Mr Corbyn said the Tory leadership contest – and the prospect of a ‘no-deal zealot’ becoming prime minister – meant the issue had to go to the public.

And in a sign that he would be prepared to work with Tory moderates to prevent a no-deal Brexit, possibly by tabling a confidence motion to bring down the Government, Mr Corbyn said he would do ‘whatever is necessary’.

He said: ‘Labour will work with anyone across party boundaries and do whatever is necessary to stop a disastrous no-deal outcome, which would open the way for a frenzy of deregulation and a race to the bottom in jobs, rights and protections.

‘But faced with the threat of no deal and a prime minister with no mandate, the only way out of the Brexit crisis ripping our country apart is now to go back to the people.

‘Let the people decide the country’s future, either in a general election or through a public vote on any deal agreed by parliament.

‘For Labour any outcome has to work for our whole country, not just one side of this deliberately inflamed divide.’

The Irish Times reported he told reporters in Dublin that a second referendum would not be a ‘re-run of 2016’, but ‘would be on a negotiated deal or alternatives to that’.

Asked if it would not be another ‘in-out’ referendum, Mr Corbyn said: ‘It would be on the basis of whatever we have succeeded in negotiating.’

Labour MP Bridget Phillipson, who supports a referendum, said Mr Corbyn was ‘at last beginning to listen to what our voters and members are saying’ but there is ‘no immediate prospect of a general election’ so the party should throw its weight behind the People’s Vote campaign.

But Unite union boss Len McCluskey, who has warned against a second referendum, told ITV’s Peston: ‘My message to the Labour Party is don’t be spooked by these Euro elections.’

Meanwhile, deputy Labour leader Tom Watson said he would push for an all-member ballot to shift the party’s Brexit policy.

Mr Watson, a supporter of the campaign for another referendum, carried out a survey of party members to see how they wanted to proceed – a ballot, a special conference or delaying until Labour’s annual conference in September.

He said: ‘The results of my Brexit poll are clear. 84% of Labour members and supporters who took the survey want an all-member ballot to decide our party’s Brexit policy.

‘As deputy leader I’ll support them to make this happen.’

Mr Corbyn’s comments on a public vote came ahead of meetings in Dublin with Taoiseach Leo Varadkar and President Michael D Higgins.

The Labour leader warned that the Tory leadership contest would damage communities on both sides of the Brexit divide in Britain.

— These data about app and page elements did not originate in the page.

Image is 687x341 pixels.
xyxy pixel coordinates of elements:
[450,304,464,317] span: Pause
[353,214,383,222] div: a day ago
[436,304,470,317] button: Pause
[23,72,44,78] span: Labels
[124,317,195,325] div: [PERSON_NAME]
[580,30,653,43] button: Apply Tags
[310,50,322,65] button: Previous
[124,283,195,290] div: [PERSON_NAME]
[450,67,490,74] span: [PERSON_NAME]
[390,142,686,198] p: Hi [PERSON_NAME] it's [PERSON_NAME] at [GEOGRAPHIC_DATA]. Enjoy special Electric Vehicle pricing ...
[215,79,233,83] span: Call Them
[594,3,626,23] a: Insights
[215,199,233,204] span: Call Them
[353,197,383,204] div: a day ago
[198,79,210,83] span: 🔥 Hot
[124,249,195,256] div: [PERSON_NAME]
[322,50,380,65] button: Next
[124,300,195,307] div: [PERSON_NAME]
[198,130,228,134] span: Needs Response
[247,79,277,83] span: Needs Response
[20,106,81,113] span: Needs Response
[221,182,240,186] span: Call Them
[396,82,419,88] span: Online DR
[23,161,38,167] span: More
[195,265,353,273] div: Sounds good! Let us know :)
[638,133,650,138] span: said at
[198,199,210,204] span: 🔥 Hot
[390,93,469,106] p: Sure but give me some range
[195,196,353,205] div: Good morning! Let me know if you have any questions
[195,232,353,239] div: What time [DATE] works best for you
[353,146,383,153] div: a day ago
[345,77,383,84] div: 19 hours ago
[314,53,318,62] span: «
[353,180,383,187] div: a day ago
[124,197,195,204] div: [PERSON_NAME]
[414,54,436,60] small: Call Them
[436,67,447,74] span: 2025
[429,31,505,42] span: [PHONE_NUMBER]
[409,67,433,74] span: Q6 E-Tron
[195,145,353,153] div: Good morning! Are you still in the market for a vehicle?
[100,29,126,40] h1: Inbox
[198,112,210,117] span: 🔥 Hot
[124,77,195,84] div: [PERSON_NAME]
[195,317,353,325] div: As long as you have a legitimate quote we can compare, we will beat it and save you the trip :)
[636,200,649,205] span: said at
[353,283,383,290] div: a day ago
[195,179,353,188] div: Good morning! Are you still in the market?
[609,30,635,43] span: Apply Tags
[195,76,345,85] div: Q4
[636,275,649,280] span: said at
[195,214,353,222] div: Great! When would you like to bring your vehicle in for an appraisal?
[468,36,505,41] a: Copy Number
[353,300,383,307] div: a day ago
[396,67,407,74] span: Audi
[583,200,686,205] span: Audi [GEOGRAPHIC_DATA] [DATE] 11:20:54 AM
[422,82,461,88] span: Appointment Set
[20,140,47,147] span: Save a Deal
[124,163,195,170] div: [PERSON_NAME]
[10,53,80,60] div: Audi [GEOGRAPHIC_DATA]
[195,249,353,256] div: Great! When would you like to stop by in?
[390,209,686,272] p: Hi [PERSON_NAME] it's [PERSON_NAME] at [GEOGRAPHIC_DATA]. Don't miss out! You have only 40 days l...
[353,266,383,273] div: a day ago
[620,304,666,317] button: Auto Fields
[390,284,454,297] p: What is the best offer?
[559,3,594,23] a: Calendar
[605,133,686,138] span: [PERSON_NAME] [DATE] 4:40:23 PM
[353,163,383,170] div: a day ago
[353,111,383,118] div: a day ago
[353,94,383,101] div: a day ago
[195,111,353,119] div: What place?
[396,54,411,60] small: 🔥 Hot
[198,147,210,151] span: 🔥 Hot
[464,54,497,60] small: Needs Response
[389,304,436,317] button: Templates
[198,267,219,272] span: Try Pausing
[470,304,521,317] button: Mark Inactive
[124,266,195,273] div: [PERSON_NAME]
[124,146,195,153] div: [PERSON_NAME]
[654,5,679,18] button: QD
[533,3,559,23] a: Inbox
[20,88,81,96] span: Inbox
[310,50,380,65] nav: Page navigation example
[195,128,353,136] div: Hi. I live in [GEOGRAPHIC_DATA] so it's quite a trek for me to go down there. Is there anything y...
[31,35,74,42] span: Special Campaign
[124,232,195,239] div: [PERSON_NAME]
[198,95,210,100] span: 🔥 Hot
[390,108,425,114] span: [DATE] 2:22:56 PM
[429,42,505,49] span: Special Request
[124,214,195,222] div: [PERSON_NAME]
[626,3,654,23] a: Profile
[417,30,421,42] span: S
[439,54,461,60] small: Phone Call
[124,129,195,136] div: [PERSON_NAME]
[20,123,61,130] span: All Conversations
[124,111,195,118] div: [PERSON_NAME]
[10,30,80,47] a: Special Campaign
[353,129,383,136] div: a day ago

‘Throughout this summer, our politics will be paralysed and our country’s future put on hold while the Conservatives are locked in internal conflict over their leadership,’ he said.

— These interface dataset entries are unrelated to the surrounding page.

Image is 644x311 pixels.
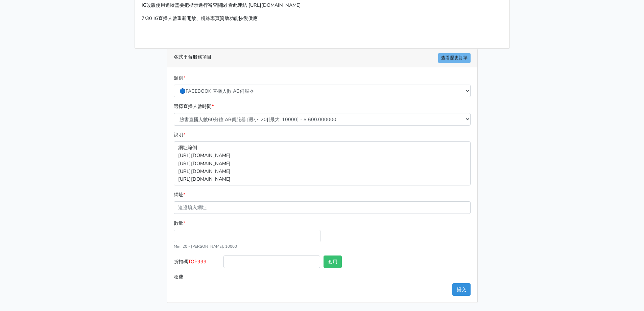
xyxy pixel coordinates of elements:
[174,141,471,185] p: 網址範例 [URL][DOMAIN_NAME] [URL][DOMAIN_NAME] [URL][DOMAIN_NAME] [URL][DOMAIN_NAME]
[174,244,237,249] small: Min: 20 - [PERSON_NAME]: 10000
[174,201,471,214] input: 這邊填入網址
[142,1,503,9] p: IG改版使用追蹤需要把標示進行審查關閉 看此連結 [URL][DOMAIN_NAME]
[188,258,207,265] span: TOP999
[167,49,477,67] div: 各式平台服務項目
[174,131,185,139] label: 說明
[452,283,471,296] button: 提交
[324,256,342,268] button: 套用
[172,256,222,271] label: 折扣碼
[174,191,185,199] label: 網址
[174,74,185,82] label: 類別
[142,14,503,22] p: 7/30 IG直播人數重新開放、粉絲專頁贊助功能恢復供應
[438,53,471,63] a: 查看歷史訂單
[174,219,185,227] label: 數量
[174,102,214,111] label: 選擇直播人數時間
[172,271,222,283] label: 收費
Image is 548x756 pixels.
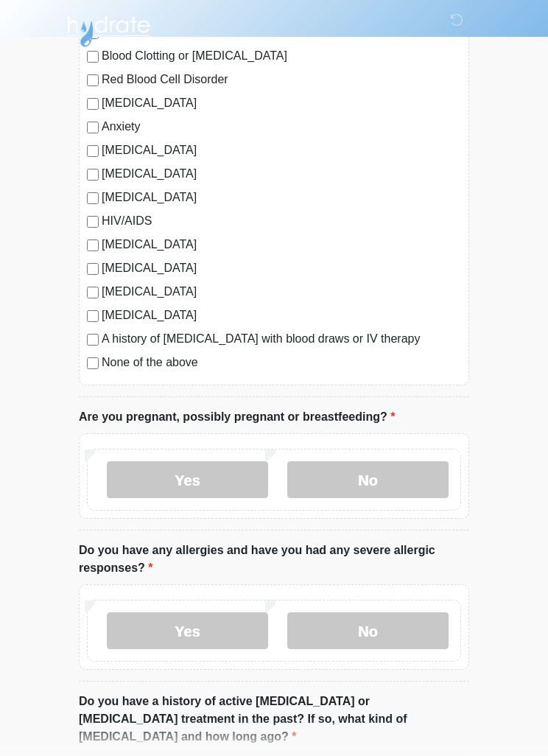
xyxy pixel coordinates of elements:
label: [MEDICAL_DATA] [102,142,461,159]
input: [MEDICAL_DATA] [87,192,98,204]
input: None of the above [87,357,98,369]
label: HIV/AIDS [102,212,461,230]
input: [MEDICAL_DATA] [87,169,98,181]
label: Yes [107,461,268,499]
input: [MEDICAL_DATA] [87,240,98,251]
input: [MEDICAL_DATA] [87,310,98,322]
label: [MEDICAL_DATA] [102,236,461,254]
label: [MEDICAL_DATA] [102,260,461,277]
label: [MEDICAL_DATA] [102,188,461,206]
label: Red Blood Cell Disorder [102,71,461,88]
label: Do you have any allergies and have you had any severe allergic responses? [79,542,470,577]
input: A history of [MEDICAL_DATA] with blood draws or IV therapy [87,334,98,346]
input: [MEDICAL_DATA] [87,263,98,275]
label: No [288,613,449,650]
input: Anxiety [87,122,98,133]
input: HIV/AIDS [87,216,98,228]
input: [MEDICAL_DATA] [87,287,98,299]
img: Hydrate IV Bar - Scottsdale Logo [64,11,153,48]
label: No [288,461,449,499]
label: [MEDICAL_DATA] [102,283,461,301]
label: Yes [107,613,268,650]
label: [MEDICAL_DATA] [102,306,461,324]
label: None of the above [102,354,461,371]
input: [MEDICAL_DATA] [87,98,98,110]
label: A history of [MEDICAL_DATA] with blood draws or IV therapy [102,330,461,348]
label: Are you pregnant, possibly pregnant or breastfeeding? [79,409,395,426]
label: Do you have a history of active [MEDICAL_DATA] or [MEDICAL_DATA] treatment in the past? If so, wh... [79,693,470,746]
input: [MEDICAL_DATA] [87,145,98,157]
label: Anxiety [102,118,461,136]
input: Red Blood Cell Disorder [87,74,98,86]
label: [MEDICAL_DATA] [102,165,461,183]
label: [MEDICAL_DATA] [102,95,461,112]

‘Jobs and investment will be put at risk in Leave and Remain areas alike.

‘The Tory leadership contest will most likely end with a small number of wildly unrepresentative right wing Conservative activists foisting a no deal zealot on the country.

‘The next Tory leader will be yet another unelected prime minister, without the support of the public and with no mandate for whatever form of Brexit he or she supports.

‘Since the 2016 referendum, Labour has backed an alternative plan for Brexit that would work for the whole country, protecting jobs and living standards.

‘Brexit has not happened because of the sheer incompetence and infighting of the Conservative Party.’